Thursday, February 11, 2010

Where do you get your ideas?


This is one of the most common questions asked of writers and poets. The more disingenuous writers try to convince readers that their ideas appear out of thin air. The more honest among us fess up--the best ideas for stories and poems are often stolen.

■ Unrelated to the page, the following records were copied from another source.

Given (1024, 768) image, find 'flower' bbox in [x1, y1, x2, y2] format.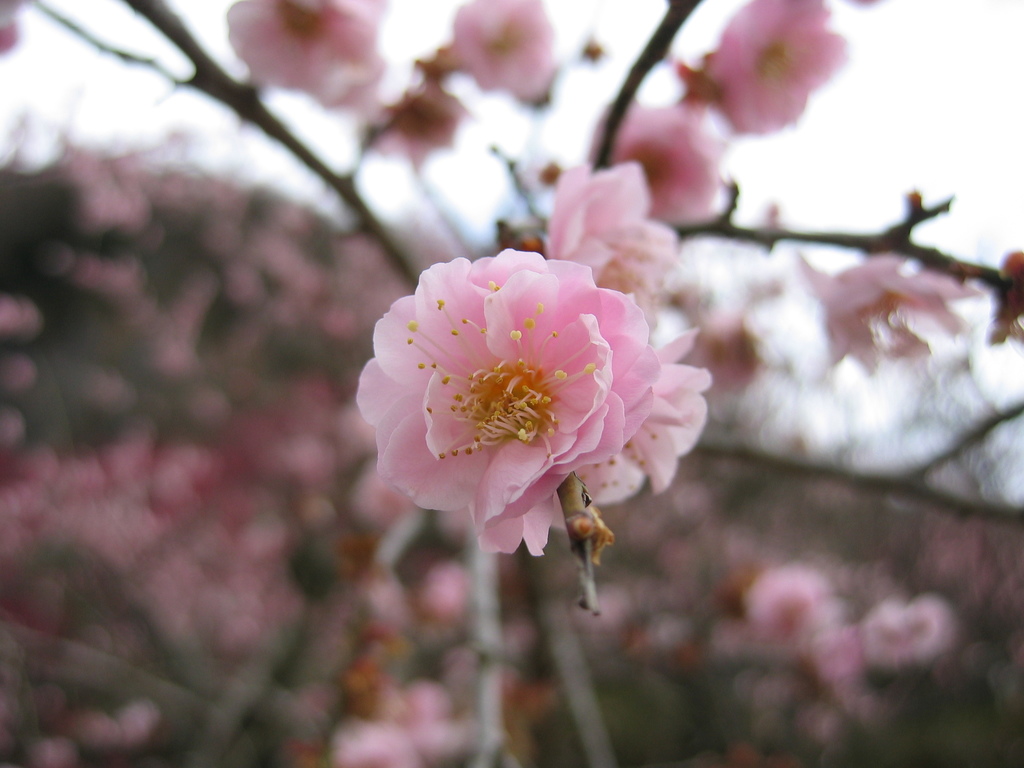
[351, 259, 662, 557].
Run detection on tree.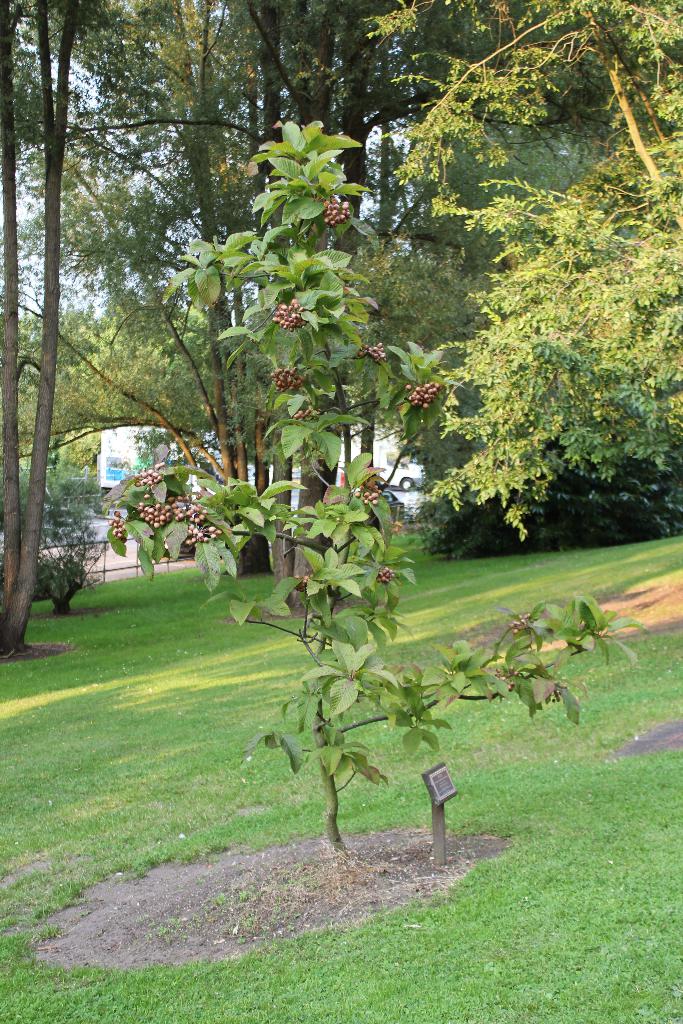
Result: 103, 116, 634, 853.
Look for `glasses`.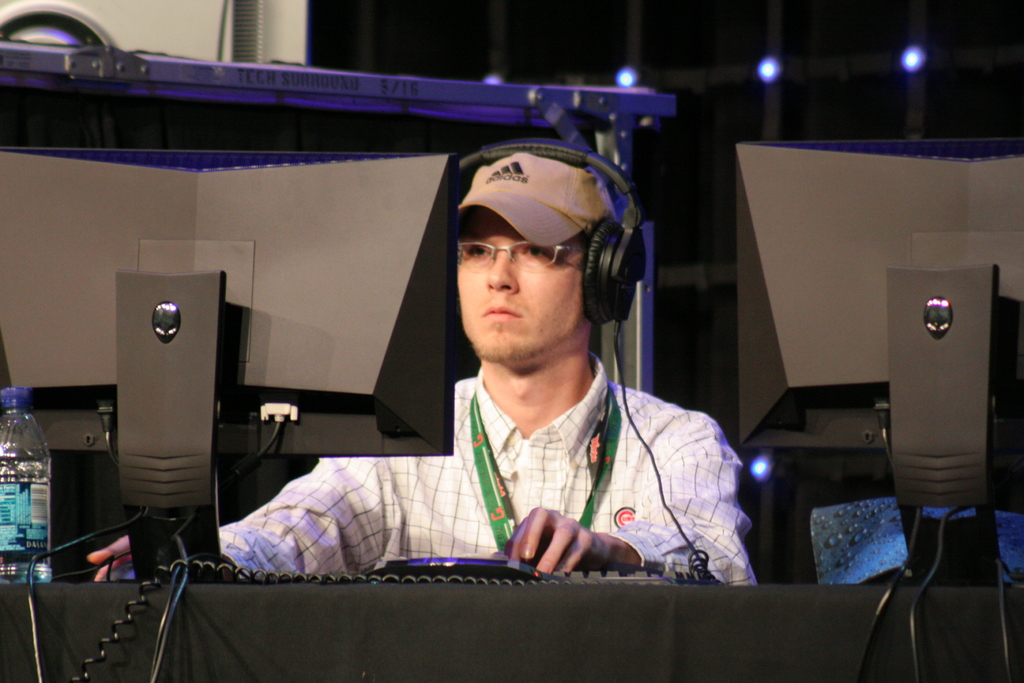
Found: detection(455, 240, 584, 268).
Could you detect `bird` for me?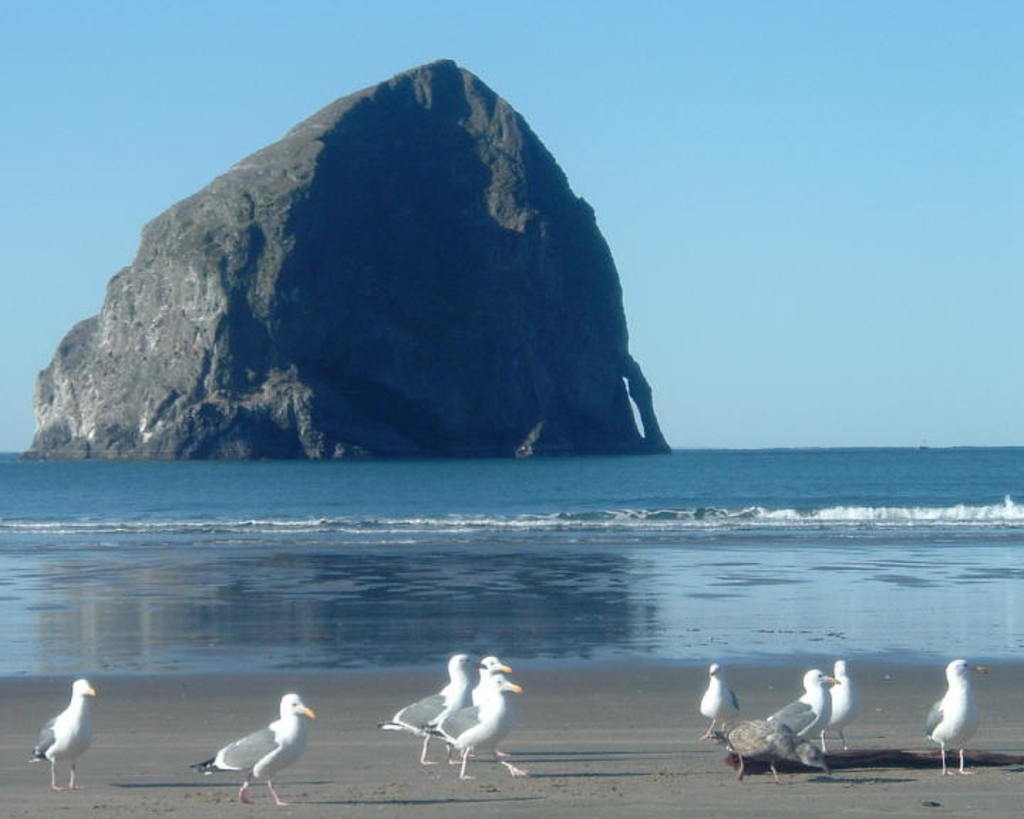
Detection result: (x1=926, y1=657, x2=993, y2=779).
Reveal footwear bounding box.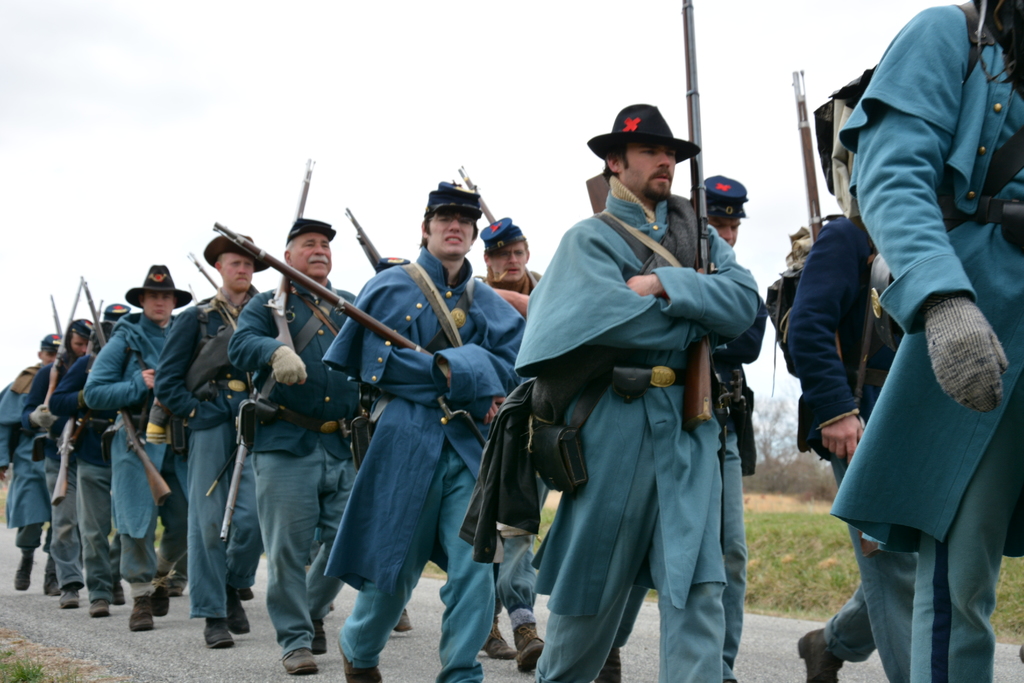
Revealed: rect(89, 595, 106, 617).
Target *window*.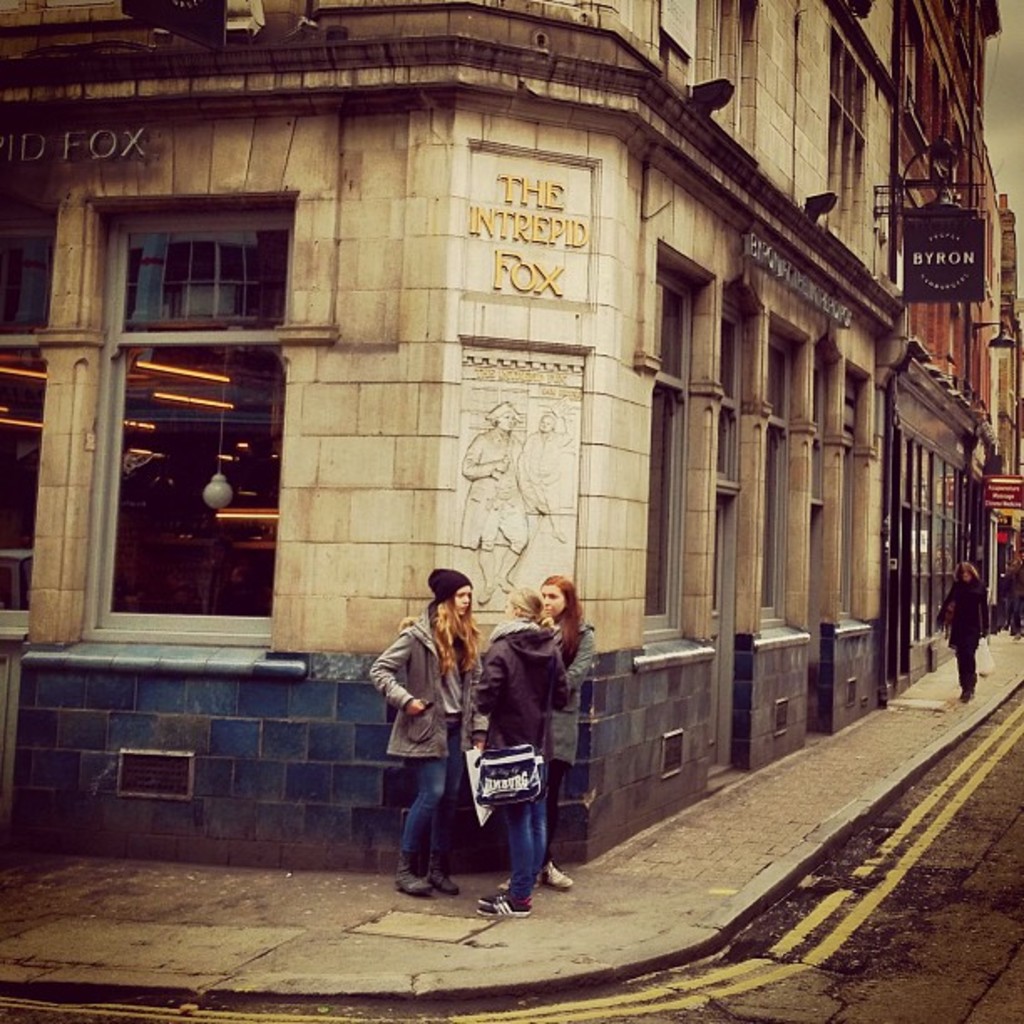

Just ask William Faulkner, whose seems to have drawn his inspiration for some of the best novels written in the last century from the diaries of a wealthy plantation owner:

The original manuscript, a diary from the mid-1800s, was written by Francis Terry Leak, a wealthy plantation owner in Mississippi whose great-grandson Edgar Wiggin Francisco Jr. was a friend of Faulkner’s since childhood. Mr. Francisco’s son, Edgar Wiggin Francisco III, now 79, recalls the writer’s frequent visits to the family homestead in Holly Springs, Miss., throughout the 1930s, saying Faulkner was fascinated with the diary’s several volumes. Mr. Francisco said he saw them in Faulker’s hands and remembers that he “was always taking copious notes.


Paul Constant of The Stranger says it best:

Some will probably take this as an excuse to bash Faulkner for a vague kind of plagiarism. I think it's just proof that ideas don't come to people whole, and novelists are no exception.